The Risk Culture Builder’s Horst Simon tells StrategicRISK why it might be time to #Kill3LoD in order to get to the next level of risk management. 

 

“In this environment of eroded trust, widespread disbelief in the adequacy of bank culture and the substantial further intrusion of regulation and enforcement into the conduct of banking business, there is, I believe, urgent need for proactive initiative by the banking industry to turn the tide”.– Sir David Walker “Trust and Trustworthiness in Banks and Bankers”, October, 2014

Change starts at the top. Executives live in a space of information overload and volumes have been written on the cause of the crisis the world is in, surveys have been done and many fingers are pointing in every direction—a couple of these are pointing straight at us, the risk professionals.

It is time for us to accept that risk management as we know it failed; and for as long as we try to re-direct or break the fingers pointing at us—we will be stuck in this crisis. It is time to disrupt risk management, it is way too late for any kind of innovation. The past is no longer a roadmap for the future. Old concepts must die, and with them, the practice of converting historic data into risk reports resulting in hours of useless debate in risk committees on what colour the “traffic light” should be.

Regulations, cyber crime, crypto-currencies and global climate change—paranoia in a world that is still just a spinning ball with an increasing population; a place where businesses seem to boom today and are gone or “acquired” by tomorrow. This is the world of disruption in which risk practitioners must advise and support business managers to survive and build competitive advantage over peers and over future competitors that do not even exist in the marketplace today.

Very often, chief risk officers are wrongly seen as super humans who can single-handedly identify, own and be responsible for the management, reporting and mitigation of all risks inside and outside the business. How did we get this so wrong and how can we fix it?

Long ago, when things first got out-of-hand; the three lines of defence (3LoD) model was created by consultants and sold-off as the magic that will make it work. This model is now outdated and drives the wrong mindset. There is nothing to defend against - risk equals reward. If you do not attack, you are the target. You are either at the table or on the menu. Your time in the trench is wasted; you do not even know what is on the battlefield of business. The 3LoD model contributes nothing to you getting more reward.

It is also devastating to see so many people and organisations still cling to the 3LoD concept and are now even promoting 4LoD, trying to dig even more trenches. I think we must move beyond all the defences and we must forget about external assurance by third parties to tell you how great the 3LoD works.

Firstly these “providers” have to be paid for that service and the best assurances will go to the highest payers and nobody will take any accountability. Secondly, nobody can “certify” a risk management practice in any shape or form. There are just too many moving parts, so you can be perfectly certified today and with the dynamics of change overnight have a completely different risk profile by tomorrow morning. Any kind of assurance or certification is only valid for the moment at which it is given and promotes a false sense of security that things are okay. Sounds like a complete waste of time and effort to me!
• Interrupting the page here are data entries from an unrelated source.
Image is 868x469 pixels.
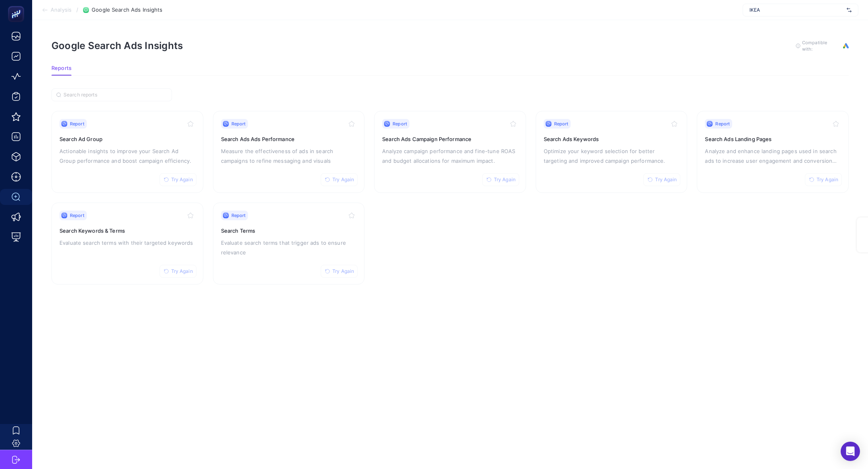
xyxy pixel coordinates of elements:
[231,212,245,219] span: Report
[51,39,183,51] h1: Google Search Ads Insights
[705,135,840,143] h3: Search Ads Landing Pages
[171,268,193,275] span: Try Again
[321,265,358,277] button: Try Again
[705,147,840,166] p: Analyze and enhance landing pages used in search ads to increase user engagement and conversion r...
[221,135,357,143] h3: Search Ads Ads Performance
[50,7,71,13] span: Analysis
[91,7,163,13] span: Google Search Ads Insights
[51,65,71,71] span: Reports
[716,121,730,127] span: Report
[221,147,357,166] p: Measure the effectiveness of ads in search campaigns to refine messaging and visuals
[59,135,195,143] h3: Search Ad Group
[482,173,519,186] button: Try Again
[213,111,364,193] a: ReportTry AgainSearch Ads Ads PerformanceMeasure the effectiveness of ads in search campaigns to ...
[749,7,843,13] span: IKEA
[493,177,515,183] span: Try Again
[76,7,79,13] span: /
[643,173,680,186] button: Try Again
[171,177,193,183] span: Try Again
[846,6,851,14] img: svg%3e
[70,212,85,219] span: Report
[159,265,196,277] button: Try Again
[544,147,679,166] p: Optimize your keyword selection for better targeting and improved campaign performance.
[804,173,842,186] button: Try Again
[554,121,569,127] span: Report
[816,177,838,183] span: Try Again
[221,238,357,257] p: Evaluate search terms that trigger ads to ensure relevance
[840,441,860,461] div: Open Intercom Messenger
[544,135,679,143] h3: Search Ads Keywords
[59,238,195,247] p: Evaluate search terms with their targeted keywords
[51,203,204,284] a: ReportTry AgainSearch Keywords & TermsEvaluate search terms with their targeted keywords
[70,121,85,127] span: Report
[59,147,195,166] p: Actionable insights to improve your Search Ad Group performance and boost campaign efficiency.
[333,177,354,183] span: Try Again
[535,111,687,193] a: ReportTry AgainSearch Ads KeywordsOptimize your keyword selection for better targeting and improv...
[221,226,357,234] h3: Search Terms
[59,226,195,234] h3: Search Keywords & Terms
[51,111,204,193] a: ReportTry AgainSearch Ad GroupActionable insights to improve your Search Ad Group performance and...
[321,173,358,186] button: Try Again
[374,111,526,193] a: ReportTry AgainSearch Ads Campaign PerformanceAnalyze campaign performance and fine-tune ROAS and...
[655,177,676,183] span: Try Again
[213,203,364,284] a: ReportTry AgainSearch TermsEvaluate search terms that trigger ads to ensure relevance
[64,92,167,98] input: Search
[159,173,196,186] button: Try Again
[382,147,518,166] p: Analyze campaign performance and fine-tune ROAS and budget allocations for maximum impact.
[51,65,71,75] button: Reports
[392,121,407,127] span: Report
[696,111,849,193] a: ReportTry AgainSearch Ads Landing PagesAnalyze and enhance landing pages used in search ads to in...
[231,121,245,127] span: Report
[382,135,518,143] h3: Search Ads Campaign Performance
[802,39,838,52] span: Compatible with:
[333,268,354,275] span: Try Again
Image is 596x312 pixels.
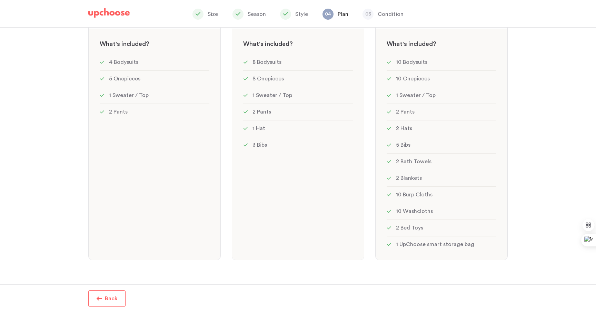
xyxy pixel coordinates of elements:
[338,10,348,18] p: Plan
[100,70,209,87] li: 5 Onepieces
[386,103,496,120] li: 2 Pants
[248,10,266,18] p: Season
[88,8,130,18] img: UpChoose
[378,10,403,18] p: Condition
[243,70,353,87] li: 8 Onepieces
[386,70,496,87] li: 10 Onepieces
[386,203,496,219] li: 10 Washcloths
[386,236,496,252] li: 1 UpChoose smart storage bag
[386,54,496,70] li: 10 Bodysuits
[88,290,125,306] button: Back
[232,29,364,54] div: hat's included
[362,9,373,20] span: 05
[322,9,333,20] span: 04
[433,41,436,47] span: ?
[375,29,507,54] div: hat's included
[386,137,496,153] li: 5 Bibs
[243,103,353,120] li: 2 Pants
[386,219,496,236] li: 2 Bed Toys
[386,153,496,170] li: 2 Bath Towels
[105,294,118,302] p: Back
[386,41,393,47] span: W
[243,41,249,47] span: W
[100,54,209,70] li: 4 Bodysuits
[295,10,308,18] p: Style
[243,87,353,103] li: 1 Sweater / Top
[243,137,353,153] li: 3 Bibs
[386,170,496,186] li: 2 Blankets
[100,41,106,47] span: W
[89,29,220,54] div: hat's included
[100,87,209,103] li: 1 Sweater / Top
[100,103,209,120] li: 2 Pants
[88,8,130,21] a: UpChoose
[146,41,149,47] span: ?
[386,87,496,103] li: 1 Sweater / Top
[386,120,496,137] li: 2 Hats
[289,41,293,47] span: ?
[208,10,218,18] p: Size
[243,120,353,137] li: 1 Hat
[386,186,496,203] li: 10 Burp Cloths
[243,54,353,70] li: 8 Bodysuits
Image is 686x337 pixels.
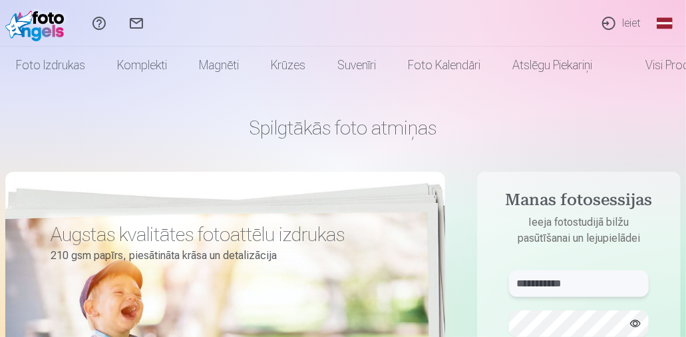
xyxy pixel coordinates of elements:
a: Atslēgu piekariņi [496,47,608,84]
p: Ieeja fotostudijā bilžu pasūtīšanai un lejupielādei [495,214,662,246]
a: Foto kalendāri [392,47,496,84]
h3: Augstas kvalitātes fotoattēlu izdrukas [51,222,373,246]
h1: Spilgtākās foto atmiņas [5,116,680,140]
a: Komplekti [101,47,183,84]
h4: Manas fotosessijas [495,190,662,214]
p: 210 gsm papīrs, piesātināta krāsa un detalizācija [51,246,373,265]
a: Suvenīri [321,47,392,84]
a: Krūzes [255,47,321,84]
img: /fa1 [5,5,70,41]
a: Magnēti [183,47,255,84]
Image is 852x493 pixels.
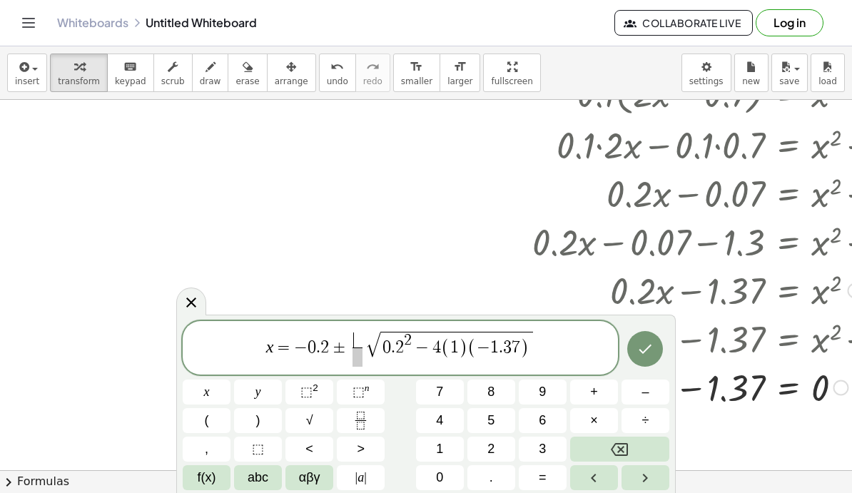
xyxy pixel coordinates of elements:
[275,76,308,86] span: arrange
[468,408,515,433] button: 5
[256,383,261,402] span: y
[337,380,385,405] button: Superscript
[353,385,365,399] span: ⬚
[570,437,670,462] button: Backspace
[395,339,404,356] span: 2
[627,331,663,367] button: Done
[316,339,321,356] span: .
[234,437,282,462] button: Placeholder
[756,9,824,36] button: Log in
[124,59,137,76] i: keyboard
[436,468,443,488] span: 0
[735,54,769,92] button: new
[115,76,146,86] span: keypad
[410,59,423,76] i: format_size
[539,411,546,430] span: 6
[205,411,209,430] span: (
[772,54,808,92] button: save
[436,440,443,459] span: 1
[590,383,598,402] span: +
[356,470,358,485] span: |
[356,468,367,488] span: a
[204,383,210,402] span: x
[353,333,361,348] span: ​
[477,339,490,356] span: −
[17,11,40,34] button: Toggle navigation
[570,380,618,405] button: Plus
[519,408,567,433] button: 6
[234,465,282,490] button: Alphabet
[364,470,367,485] span: |
[436,411,443,430] span: 4
[183,437,231,462] button: ,
[313,383,318,393] sup: 2
[366,333,380,358] span: √
[236,76,259,86] span: erase
[183,380,231,405] button: x
[183,408,231,433] button: (
[622,408,670,433] button: Divide
[306,411,313,430] span: √
[412,339,433,356] span: −
[416,408,464,433] button: 4
[337,437,385,462] button: Greater than
[161,76,185,86] span: scrub
[321,339,329,356] span: 2
[453,59,467,76] i: format_size
[294,339,308,356] span: −
[488,411,495,430] span: 5
[299,468,321,488] span: αβγ
[286,465,333,490] button: Greek alphabet
[468,465,515,490] button: .
[499,339,503,356] span: .
[183,465,231,490] button: Functions
[488,440,495,459] span: 2
[357,440,365,459] span: >
[503,339,512,356] span: 3
[780,76,800,86] span: save
[393,54,440,92] button: format_sizesmaller
[519,380,567,405] button: 9
[490,339,499,356] span: 1
[570,465,618,490] button: Left arrow
[811,54,845,92] button: load
[228,54,267,92] button: erase
[401,76,433,86] span: smaller
[819,76,837,86] span: load
[356,54,390,92] button: redoredo
[286,437,333,462] button: Less than
[441,338,450,358] span: (
[622,380,670,405] button: Minus
[107,54,154,92] button: keyboardkeypad
[234,380,282,405] button: y
[539,468,547,488] span: =
[58,76,100,86] span: transform
[468,380,515,405] button: 8
[642,411,650,430] span: ÷
[391,339,395,356] span: .
[690,76,724,86] span: settings
[436,383,443,402] span: 7
[459,338,468,358] span: )
[15,76,39,86] span: insert
[416,437,464,462] button: 1
[520,338,530,358] span: )
[256,411,261,430] span: )
[642,383,649,402] span: –
[192,54,229,92] button: draw
[615,10,753,36] button: Collaborate Live
[491,76,533,86] span: fullscreen
[448,76,473,86] span: larger
[383,339,391,356] span: 0
[50,54,108,92] button: transform
[319,54,356,92] button: undoundo
[327,76,348,86] span: undo
[286,380,333,405] button: Squared
[627,16,741,29] span: Collaborate Live
[433,339,441,356] span: 4
[570,408,618,433] button: Times
[468,338,477,358] span: (
[512,339,520,356] span: 7
[234,408,282,433] button: )
[416,465,464,490] button: 0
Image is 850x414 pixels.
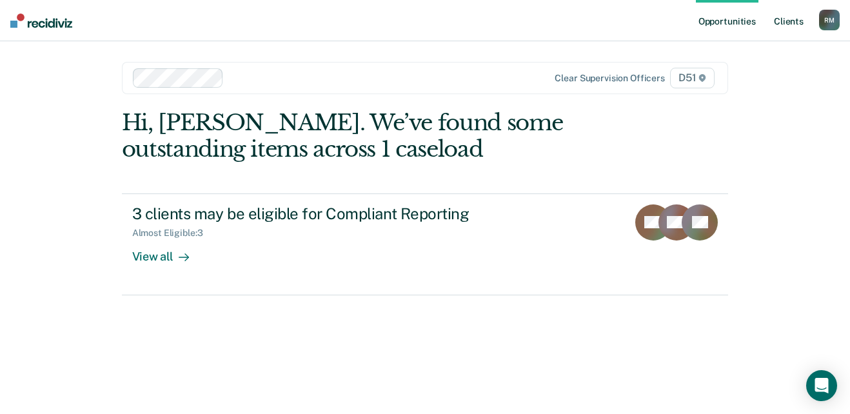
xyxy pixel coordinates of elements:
a: 3 clients may be eligible for Compliant ReportingAlmost Eligible:3View all [122,193,728,295]
button: RM [819,10,839,30]
div: 3 clients may be eligible for Compliant Reporting [132,204,585,223]
div: Almost Eligible : 3 [132,228,213,238]
div: Clear supervision officers [554,73,664,84]
div: R M [819,10,839,30]
div: View all [132,238,204,264]
div: Open Intercom Messenger [806,370,837,401]
div: Hi, [PERSON_NAME]. We’ve found some outstanding items across 1 caseload [122,110,607,162]
span: D51 [670,68,714,88]
img: Recidiviz [10,14,72,28]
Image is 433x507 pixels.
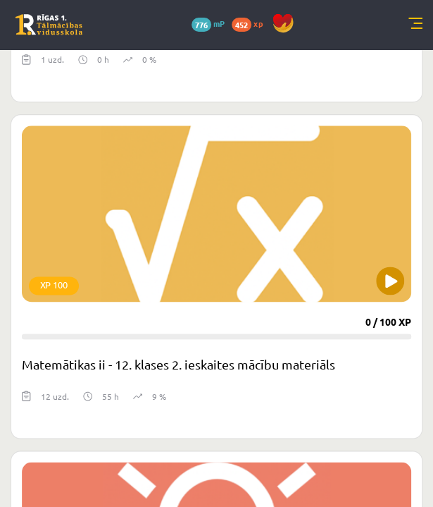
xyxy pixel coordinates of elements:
[152,389,166,402] p: 9 %
[232,18,252,32] span: 452
[29,276,79,295] div: XP 100
[22,347,412,379] h2: Matemātikas ii - 12. klases 2. ieskaites mācību materiāls
[254,18,263,29] span: xp
[214,18,225,29] span: mP
[41,389,69,410] div: 12 uzd.
[232,18,270,29] a: 452 xp
[102,389,119,402] p: 55 h
[192,18,211,32] span: 776
[97,53,109,66] p: 0 h
[16,14,82,35] a: Rīgas 1. Tālmācības vidusskola
[41,53,64,74] div: 1 uzd.
[142,53,156,66] p: 0 %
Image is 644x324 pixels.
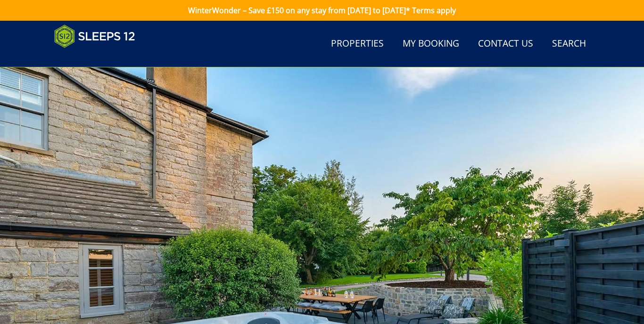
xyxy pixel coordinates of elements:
[548,33,590,55] a: Search
[474,33,537,55] a: Contact Us
[54,25,135,48] img: Sleeps 12
[50,53,149,61] iframe: Customer reviews powered by Trustpilot
[399,33,463,55] a: My Booking
[327,33,388,55] a: Properties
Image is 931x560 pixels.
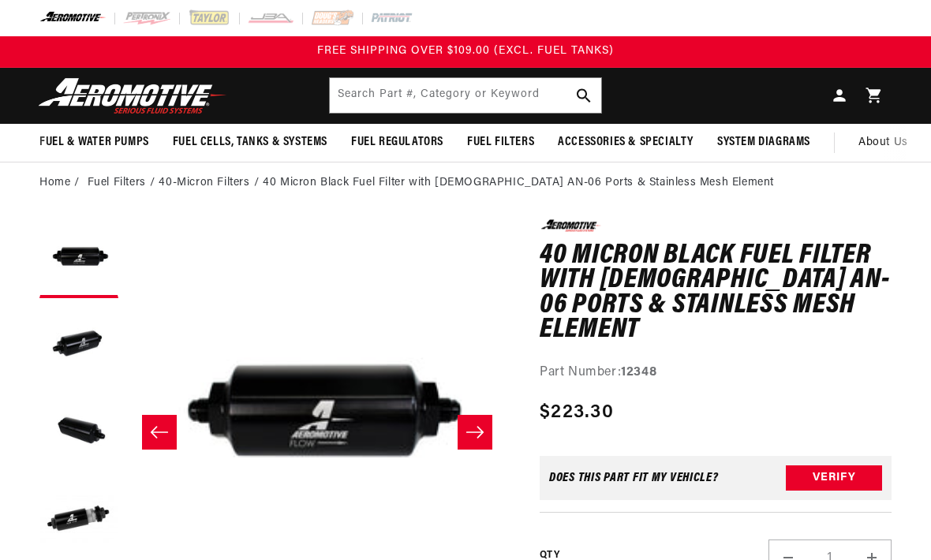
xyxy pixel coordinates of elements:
img: Aeromotive [34,77,231,115]
span: Fuel Regulators [351,134,443,150]
a: About Us [846,124,920,162]
summary: Fuel & Water Pumps [27,124,161,161]
span: System Diagrams [717,134,811,150]
button: Load image 1 in gallery view [39,219,118,298]
summary: Fuel Cells, Tanks & Systems [161,124,339,161]
span: Fuel & Water Pumps [39,134,149,150]
span: $223.30 [539,398,613,427]
li: 40-Micron Filters [159,175,263,192]
li: 40 Micron Black Fuel Filter with [DEMOGRAPHIC_DATA] AN-06 Ports & Stainless Mesh Element [263,175,774,192]
button: Slide right [458,415,492,450]
nav: breadcrumbs [39,175,892,192]
strong: 12348 [621,366,657,379]
h1: 40 Micron Black Fuel Filter with [DEMOGRAPHIC_DATA] AN-06 Ports & Stainless Mesh Element [539,244,892,343]
span: Fuel Filters [467,134,535,150]
button: Load image 2 in gallery view [39,306,118,385]
div: Part Number: [539,363,892,383]
button: Slide left [142,415,177,450]
button: Load image 4 in gallery view [39,480,118,559]
summary: System Diagrams [706,124,822,161]
button: Verify [786,466,882,490]
button: Search Part #, Category or Keyword [566,78,601,113]
summary: Fuel Filters [456,124,546,161]
summary: Fuel Regulators [339,124,456,161]
a: Home [39,175,70,192]
span: Fuel Cells, Tanks & Systems [173,134,328,150]
input: Search Part #, Category or Keyword [330,78,602,113]
span: FREE SHIPPING OVER $109.00 (EXCL. FUEL TANKS) [318,45,613,56]
span: About Us [859,136,908,148]
a: Fuel Filters [87,175,146,192]
span: Accessories & Specialty [558,134,693,150]
button: Load image 3 in gallery view [39,393,118,472]
summary: Accessories & Specialty [546,124,706,161]
div: Does This part fit My vehicle? [550,472,719,485]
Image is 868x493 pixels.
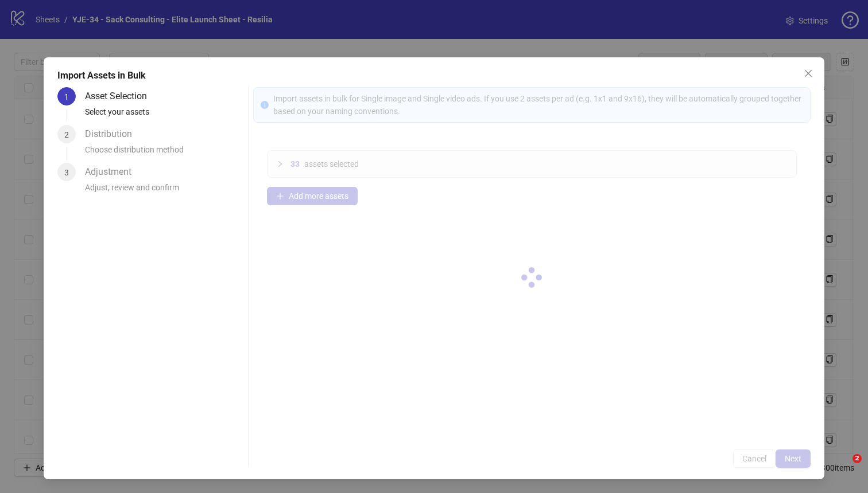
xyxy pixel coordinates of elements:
[85,163,141,181] div: Adjustment
[85,87,156,106] div: Asset Selection
[829,454,857,482] iframe: Intercom live chat
[85,181,244,201] div: Adjust, review and confirm
[57,69,811,83] div: Import Assets in Bulk
[853,454,862,463] span: 2
[85,143,244,163] div: Choose distribution method
[85,125,141,143] div: Distribution
[799,64,817,83] button: Close
[804,69,813,78] span: close
[64,93,69,102] span: 1
[64,130,69,139] span: 2
[85,106,244,125] div: Select your assets
[64,168,69,178] span: 3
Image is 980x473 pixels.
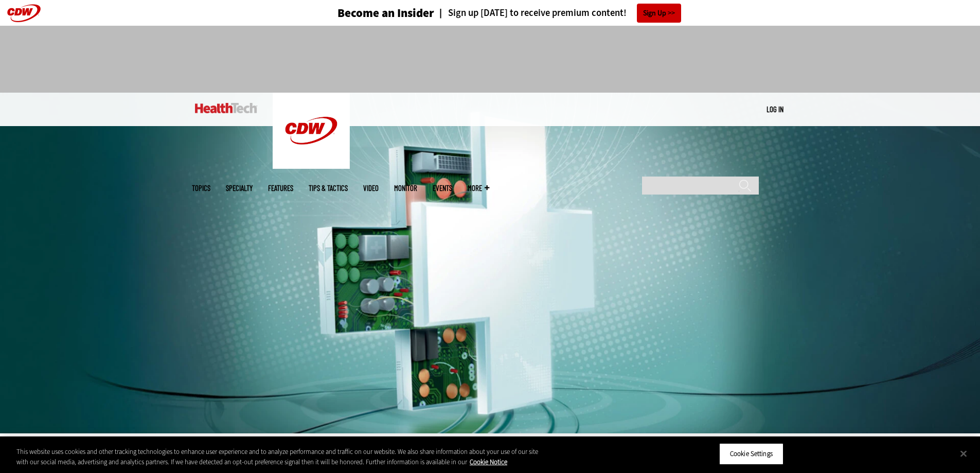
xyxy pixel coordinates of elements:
a: More information about your privacy [470,458,507,466]
iframe: advertisement [303,36,677,82]
h3: Become an Insider [337,7,434,19]
a: CDW [273,161,350,172]
a: Become an Insider [299,7,434,19]
div: User menu [767,104,784,115]
img: Home [195,103,257,114]
a: Features [268,184,294,193]
a: Video [363,184,379,193]
img: Home [273,93,350,169]
span: Specialty [226,184,253,193]
a: Sign Up [637,3,682,22]
button: Close [953,442,975,465]
a: Sign up [DATE] to receive premium content! [434,8,627,18]
span: More [468,184,489,193]
span: Topics [192,184,211,193]
a: MonITor [394,184,417,193]
a: Log in [767,105,784,114]
a: Tips & Tactics [308,184,348,193]
a: Events [433,184,453,193]
div: This website uses cookies and other tracking technologies to enhance user experience and to analy... [17,447,539,467]
button: Cookie Settings [720,443,784,465]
Risk decision-making has always been on the front-line. The problem is that the 3LoD model started driving the wrong mindset that there are two more levels of defence. Added to that is the fact that the front-line people were never trained; not even in basic risk management skills. Risk culture building is the only way forward and claiming it is good to move risk decision-making around between different parts of the same business is absurd. All people must manage risk at all levels. Sadly, as I said earlier; in my experience most organisations claiming to use the (outdated) 3LoD model never trained anyone on the first line in any aspect of risk management.

Wake up to #Kill3LoD. This is our new reality and there is no reset button!